Volume 23, Number 20 · December 9, 1976

Art for Christmas

By John Richardson
"Two Worlds of Andrew Wyeth: Kuerners and Olsons"
Metropolitan Museum of Art, November 1976-February 1977
Two Worlds of Andrew Wyeth: Kuerners and Olsons

Metropolitan Museum of Art, 192 pp., $5.95 (paper)

Wyeth at Kuerners
by Betsy James Wyeth

Houghton Mifflin, 324, 370 illus. pp., $75.00 thereafter

How appropriate that the Metropolitan Museum should celebrate the end of this bicentennial year with an Andrew Wyeth exhibition! The institution, the art, the occasion were undeniably destined for one another. The very titles—Groundhog Day, Hickory Smoked, Moose Horns, Logging Scoot—personify the American way of life. Likewise, the works themselves gladden the hearts of patriots, not to speak of powerful trustees and donors. Wyeth's tasteful blend of puritanism and nostalgia, verisimilitude and storytelling, epitomizes what a lot of WASPS and would-be WASPS expect in art. Even the artist's ominous view of the world, as exemplified by two small areas of the US—one of them, suitably enough, in the heart of the Dupont country—finds favor. Does it not correspond to these ominous times, just as Wyeth's self-congratulatory, m'as-tu vu technique corresponds to the self-congratulatory spirit of 1976?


Your assignment: Whichever lines include the word "Human", copy them as they appear in the data.

[Records from a collection of figures]
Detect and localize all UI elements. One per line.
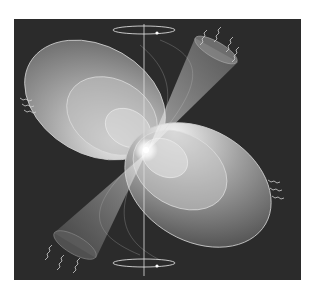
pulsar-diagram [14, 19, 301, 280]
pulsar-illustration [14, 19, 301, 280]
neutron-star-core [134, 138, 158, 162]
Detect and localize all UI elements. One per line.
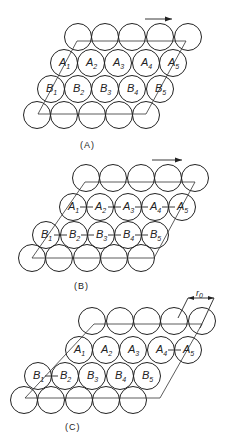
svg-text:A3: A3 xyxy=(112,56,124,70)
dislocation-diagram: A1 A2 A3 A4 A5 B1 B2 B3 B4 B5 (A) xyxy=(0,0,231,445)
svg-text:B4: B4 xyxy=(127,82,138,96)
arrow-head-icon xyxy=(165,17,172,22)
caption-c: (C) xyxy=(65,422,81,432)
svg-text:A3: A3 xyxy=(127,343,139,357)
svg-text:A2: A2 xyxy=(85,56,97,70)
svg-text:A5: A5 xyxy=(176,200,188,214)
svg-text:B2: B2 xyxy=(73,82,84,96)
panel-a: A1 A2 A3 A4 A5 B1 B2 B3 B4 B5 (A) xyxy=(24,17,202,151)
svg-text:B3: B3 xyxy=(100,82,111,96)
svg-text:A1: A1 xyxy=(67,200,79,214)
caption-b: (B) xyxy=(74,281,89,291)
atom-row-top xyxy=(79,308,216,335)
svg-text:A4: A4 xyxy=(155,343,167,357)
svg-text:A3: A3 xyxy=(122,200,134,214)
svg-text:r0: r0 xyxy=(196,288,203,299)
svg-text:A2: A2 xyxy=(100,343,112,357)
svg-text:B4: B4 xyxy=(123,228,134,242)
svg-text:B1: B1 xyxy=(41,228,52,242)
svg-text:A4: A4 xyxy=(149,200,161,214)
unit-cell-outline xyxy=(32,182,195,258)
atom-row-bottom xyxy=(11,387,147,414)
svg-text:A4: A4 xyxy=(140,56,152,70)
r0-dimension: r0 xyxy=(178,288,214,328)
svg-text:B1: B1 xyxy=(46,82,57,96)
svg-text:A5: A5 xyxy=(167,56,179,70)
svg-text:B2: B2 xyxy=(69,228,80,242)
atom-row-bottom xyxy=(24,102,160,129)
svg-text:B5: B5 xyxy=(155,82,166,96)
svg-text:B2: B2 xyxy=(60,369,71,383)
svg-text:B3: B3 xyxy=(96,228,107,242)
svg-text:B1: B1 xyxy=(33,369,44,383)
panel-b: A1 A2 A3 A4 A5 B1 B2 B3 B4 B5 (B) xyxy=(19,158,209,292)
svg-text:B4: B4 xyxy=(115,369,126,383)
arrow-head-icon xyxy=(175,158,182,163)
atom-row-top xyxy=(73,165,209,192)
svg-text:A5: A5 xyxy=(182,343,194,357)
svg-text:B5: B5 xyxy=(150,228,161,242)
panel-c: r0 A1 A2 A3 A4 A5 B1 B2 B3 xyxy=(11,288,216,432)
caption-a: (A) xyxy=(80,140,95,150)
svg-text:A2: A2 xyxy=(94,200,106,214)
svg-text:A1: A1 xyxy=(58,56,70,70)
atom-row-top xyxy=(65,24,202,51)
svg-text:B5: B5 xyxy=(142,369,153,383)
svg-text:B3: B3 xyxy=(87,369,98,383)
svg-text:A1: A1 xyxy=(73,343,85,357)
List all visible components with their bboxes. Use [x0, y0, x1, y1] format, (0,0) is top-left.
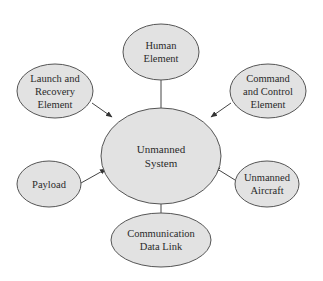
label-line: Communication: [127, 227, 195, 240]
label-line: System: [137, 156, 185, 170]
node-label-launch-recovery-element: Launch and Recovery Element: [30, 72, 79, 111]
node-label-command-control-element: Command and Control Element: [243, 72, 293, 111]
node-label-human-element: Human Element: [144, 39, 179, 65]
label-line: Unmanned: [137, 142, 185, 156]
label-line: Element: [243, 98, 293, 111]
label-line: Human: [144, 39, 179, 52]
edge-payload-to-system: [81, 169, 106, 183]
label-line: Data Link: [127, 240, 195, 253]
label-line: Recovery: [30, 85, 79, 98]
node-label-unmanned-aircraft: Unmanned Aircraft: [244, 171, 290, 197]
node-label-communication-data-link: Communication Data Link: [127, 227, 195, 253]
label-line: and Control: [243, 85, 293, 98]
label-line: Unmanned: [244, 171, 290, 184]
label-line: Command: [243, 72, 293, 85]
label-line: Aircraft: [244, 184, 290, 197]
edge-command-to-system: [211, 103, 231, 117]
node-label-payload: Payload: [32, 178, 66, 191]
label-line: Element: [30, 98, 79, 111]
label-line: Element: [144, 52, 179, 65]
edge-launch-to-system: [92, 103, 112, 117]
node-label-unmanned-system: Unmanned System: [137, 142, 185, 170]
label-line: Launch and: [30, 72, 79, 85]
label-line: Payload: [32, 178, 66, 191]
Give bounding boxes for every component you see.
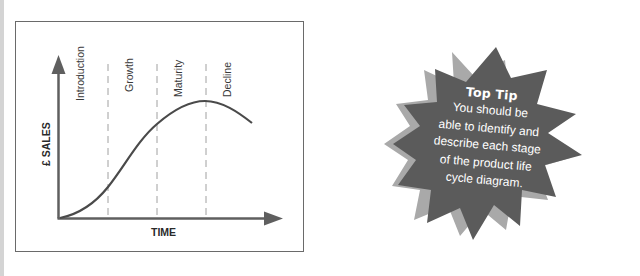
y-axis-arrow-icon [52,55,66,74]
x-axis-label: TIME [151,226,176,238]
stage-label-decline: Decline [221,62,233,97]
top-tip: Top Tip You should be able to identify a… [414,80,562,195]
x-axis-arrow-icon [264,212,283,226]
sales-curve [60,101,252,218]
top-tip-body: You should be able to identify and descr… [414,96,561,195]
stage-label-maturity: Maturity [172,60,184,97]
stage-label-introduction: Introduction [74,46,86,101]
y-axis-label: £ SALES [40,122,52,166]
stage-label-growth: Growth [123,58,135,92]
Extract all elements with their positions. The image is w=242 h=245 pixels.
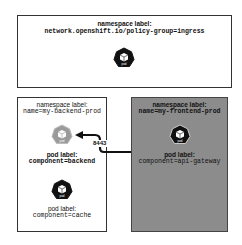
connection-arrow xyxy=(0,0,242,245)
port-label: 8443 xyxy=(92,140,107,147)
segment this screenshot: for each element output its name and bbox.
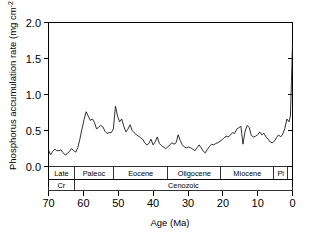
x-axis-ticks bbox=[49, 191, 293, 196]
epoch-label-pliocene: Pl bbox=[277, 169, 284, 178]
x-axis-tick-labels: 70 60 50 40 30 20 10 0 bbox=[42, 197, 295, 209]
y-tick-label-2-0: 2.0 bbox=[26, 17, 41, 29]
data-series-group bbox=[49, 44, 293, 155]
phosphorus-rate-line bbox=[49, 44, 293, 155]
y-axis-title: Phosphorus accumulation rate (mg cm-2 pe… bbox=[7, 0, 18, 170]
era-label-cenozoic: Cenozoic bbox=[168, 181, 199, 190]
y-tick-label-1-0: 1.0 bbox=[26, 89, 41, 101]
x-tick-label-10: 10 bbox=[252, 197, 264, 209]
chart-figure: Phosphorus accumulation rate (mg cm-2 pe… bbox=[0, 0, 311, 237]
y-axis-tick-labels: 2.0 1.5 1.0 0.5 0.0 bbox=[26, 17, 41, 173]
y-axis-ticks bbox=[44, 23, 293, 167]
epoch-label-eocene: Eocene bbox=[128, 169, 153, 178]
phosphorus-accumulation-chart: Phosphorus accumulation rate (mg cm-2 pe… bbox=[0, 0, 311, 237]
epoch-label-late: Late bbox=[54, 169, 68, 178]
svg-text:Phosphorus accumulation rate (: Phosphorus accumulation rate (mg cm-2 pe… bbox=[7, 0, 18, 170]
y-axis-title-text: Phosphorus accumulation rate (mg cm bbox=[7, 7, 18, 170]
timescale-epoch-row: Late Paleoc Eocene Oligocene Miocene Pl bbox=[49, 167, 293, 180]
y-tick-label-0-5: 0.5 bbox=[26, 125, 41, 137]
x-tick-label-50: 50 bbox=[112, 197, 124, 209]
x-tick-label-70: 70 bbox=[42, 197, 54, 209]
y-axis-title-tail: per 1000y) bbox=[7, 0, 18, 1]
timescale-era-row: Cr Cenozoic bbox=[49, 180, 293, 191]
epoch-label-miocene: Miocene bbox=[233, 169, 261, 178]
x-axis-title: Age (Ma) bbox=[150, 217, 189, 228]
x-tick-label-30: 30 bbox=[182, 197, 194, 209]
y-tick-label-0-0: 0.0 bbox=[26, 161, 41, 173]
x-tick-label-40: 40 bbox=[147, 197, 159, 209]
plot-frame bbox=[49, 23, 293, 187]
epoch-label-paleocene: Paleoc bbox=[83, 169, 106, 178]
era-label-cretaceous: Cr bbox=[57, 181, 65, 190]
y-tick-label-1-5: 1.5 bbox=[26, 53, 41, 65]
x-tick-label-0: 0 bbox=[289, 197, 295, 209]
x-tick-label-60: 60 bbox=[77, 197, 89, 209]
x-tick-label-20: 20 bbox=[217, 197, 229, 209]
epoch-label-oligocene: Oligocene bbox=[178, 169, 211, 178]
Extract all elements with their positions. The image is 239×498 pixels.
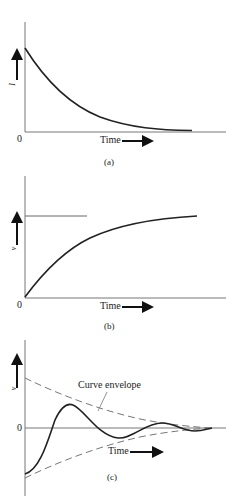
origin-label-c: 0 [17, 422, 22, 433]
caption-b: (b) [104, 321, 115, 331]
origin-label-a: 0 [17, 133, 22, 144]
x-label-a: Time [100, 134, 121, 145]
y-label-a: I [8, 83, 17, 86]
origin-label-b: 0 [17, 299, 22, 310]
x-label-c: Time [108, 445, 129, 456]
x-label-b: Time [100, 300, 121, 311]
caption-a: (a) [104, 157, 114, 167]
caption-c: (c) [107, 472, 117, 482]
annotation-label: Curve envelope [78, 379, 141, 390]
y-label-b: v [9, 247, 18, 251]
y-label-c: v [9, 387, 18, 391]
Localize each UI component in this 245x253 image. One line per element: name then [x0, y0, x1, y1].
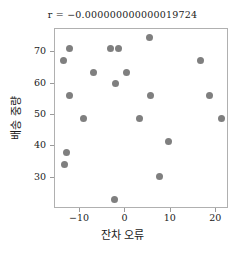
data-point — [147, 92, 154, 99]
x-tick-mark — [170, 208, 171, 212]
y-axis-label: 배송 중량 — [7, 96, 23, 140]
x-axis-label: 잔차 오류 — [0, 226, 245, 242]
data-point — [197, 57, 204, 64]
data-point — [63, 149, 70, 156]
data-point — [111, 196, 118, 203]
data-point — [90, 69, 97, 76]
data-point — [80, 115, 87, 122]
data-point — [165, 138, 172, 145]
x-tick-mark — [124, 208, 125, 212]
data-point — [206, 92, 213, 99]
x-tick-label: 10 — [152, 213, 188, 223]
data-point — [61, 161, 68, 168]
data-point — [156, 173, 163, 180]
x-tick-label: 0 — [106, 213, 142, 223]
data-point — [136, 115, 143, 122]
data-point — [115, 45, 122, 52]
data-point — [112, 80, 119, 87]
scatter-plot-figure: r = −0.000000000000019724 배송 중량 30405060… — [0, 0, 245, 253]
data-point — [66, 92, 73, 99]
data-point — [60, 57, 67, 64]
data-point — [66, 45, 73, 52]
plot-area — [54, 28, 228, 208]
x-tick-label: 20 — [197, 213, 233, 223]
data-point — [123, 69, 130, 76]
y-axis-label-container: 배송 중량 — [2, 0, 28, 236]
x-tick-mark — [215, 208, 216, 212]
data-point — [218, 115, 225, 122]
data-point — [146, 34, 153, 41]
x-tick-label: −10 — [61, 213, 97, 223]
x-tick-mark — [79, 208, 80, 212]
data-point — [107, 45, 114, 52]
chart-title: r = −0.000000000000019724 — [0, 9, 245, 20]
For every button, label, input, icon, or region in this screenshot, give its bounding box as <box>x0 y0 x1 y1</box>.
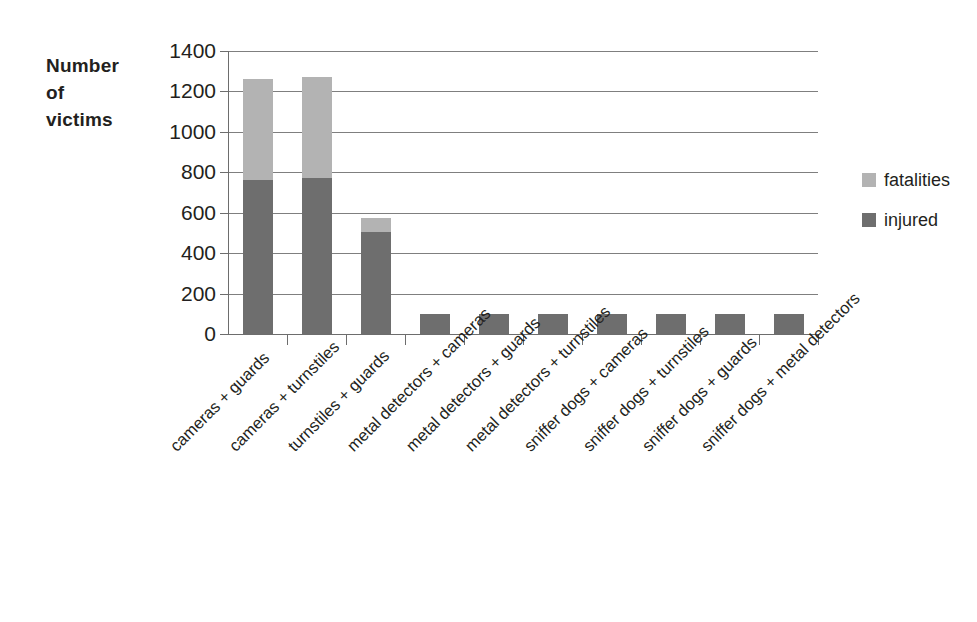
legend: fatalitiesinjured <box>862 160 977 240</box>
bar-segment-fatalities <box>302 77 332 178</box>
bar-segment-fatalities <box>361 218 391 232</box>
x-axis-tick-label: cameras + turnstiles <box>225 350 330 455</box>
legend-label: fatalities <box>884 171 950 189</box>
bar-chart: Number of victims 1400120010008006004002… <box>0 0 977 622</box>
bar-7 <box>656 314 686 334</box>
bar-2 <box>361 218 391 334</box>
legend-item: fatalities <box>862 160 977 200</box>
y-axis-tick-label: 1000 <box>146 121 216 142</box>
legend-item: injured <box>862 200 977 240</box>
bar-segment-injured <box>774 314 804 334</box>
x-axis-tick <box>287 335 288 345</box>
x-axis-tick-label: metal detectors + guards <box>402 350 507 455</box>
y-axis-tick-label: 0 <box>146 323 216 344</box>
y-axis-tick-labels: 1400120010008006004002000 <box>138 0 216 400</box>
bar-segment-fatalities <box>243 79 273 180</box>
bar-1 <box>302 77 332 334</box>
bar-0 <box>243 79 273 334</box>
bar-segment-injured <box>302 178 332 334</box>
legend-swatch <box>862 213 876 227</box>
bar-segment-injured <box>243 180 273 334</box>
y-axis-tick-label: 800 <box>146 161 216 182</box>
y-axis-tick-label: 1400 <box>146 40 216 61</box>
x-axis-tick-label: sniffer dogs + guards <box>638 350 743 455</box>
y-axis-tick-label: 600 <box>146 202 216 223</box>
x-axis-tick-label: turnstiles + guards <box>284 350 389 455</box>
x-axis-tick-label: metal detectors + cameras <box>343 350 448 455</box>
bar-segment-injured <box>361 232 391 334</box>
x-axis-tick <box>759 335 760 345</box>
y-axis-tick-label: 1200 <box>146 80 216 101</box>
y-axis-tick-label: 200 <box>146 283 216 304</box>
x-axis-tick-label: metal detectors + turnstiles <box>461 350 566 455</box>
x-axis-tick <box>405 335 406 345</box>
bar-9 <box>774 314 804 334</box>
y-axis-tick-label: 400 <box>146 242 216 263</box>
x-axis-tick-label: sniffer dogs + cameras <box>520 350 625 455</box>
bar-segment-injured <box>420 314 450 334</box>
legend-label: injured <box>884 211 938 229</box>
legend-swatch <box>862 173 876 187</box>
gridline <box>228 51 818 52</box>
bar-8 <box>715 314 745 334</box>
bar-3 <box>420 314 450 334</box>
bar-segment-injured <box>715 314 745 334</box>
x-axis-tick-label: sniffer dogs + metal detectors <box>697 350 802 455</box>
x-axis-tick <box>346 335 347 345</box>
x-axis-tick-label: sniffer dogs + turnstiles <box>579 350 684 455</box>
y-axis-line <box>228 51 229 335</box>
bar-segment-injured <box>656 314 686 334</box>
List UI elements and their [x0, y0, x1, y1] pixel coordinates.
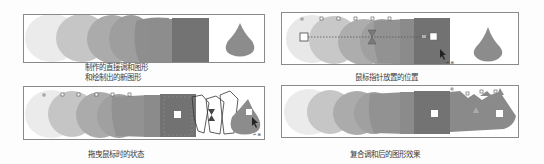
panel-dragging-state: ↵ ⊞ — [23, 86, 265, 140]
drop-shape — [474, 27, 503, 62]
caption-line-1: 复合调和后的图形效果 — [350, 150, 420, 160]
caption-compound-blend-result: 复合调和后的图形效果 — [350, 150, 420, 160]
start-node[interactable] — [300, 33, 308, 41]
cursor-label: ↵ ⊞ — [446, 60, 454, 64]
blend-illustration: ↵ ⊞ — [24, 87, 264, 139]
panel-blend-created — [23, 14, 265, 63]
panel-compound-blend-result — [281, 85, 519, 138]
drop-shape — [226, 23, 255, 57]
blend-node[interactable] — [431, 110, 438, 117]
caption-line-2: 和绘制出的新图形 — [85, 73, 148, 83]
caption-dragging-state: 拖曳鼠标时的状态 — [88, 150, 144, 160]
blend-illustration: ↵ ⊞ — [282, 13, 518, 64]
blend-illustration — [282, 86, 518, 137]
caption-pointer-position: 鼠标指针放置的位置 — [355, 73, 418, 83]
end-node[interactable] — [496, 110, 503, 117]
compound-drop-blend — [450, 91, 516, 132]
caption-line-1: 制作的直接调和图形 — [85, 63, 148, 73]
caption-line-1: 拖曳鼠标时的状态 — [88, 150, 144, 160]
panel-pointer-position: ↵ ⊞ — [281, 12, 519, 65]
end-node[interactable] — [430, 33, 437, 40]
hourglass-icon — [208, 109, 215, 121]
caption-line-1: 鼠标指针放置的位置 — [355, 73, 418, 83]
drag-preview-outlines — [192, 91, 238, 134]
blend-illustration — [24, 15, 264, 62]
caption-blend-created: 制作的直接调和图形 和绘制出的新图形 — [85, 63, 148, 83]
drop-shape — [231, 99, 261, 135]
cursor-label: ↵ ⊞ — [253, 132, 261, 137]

Output:
node-label-human-element: Human Element: [144, 39, 179, 65]
label-line: Human: [144, 39, 179, 52]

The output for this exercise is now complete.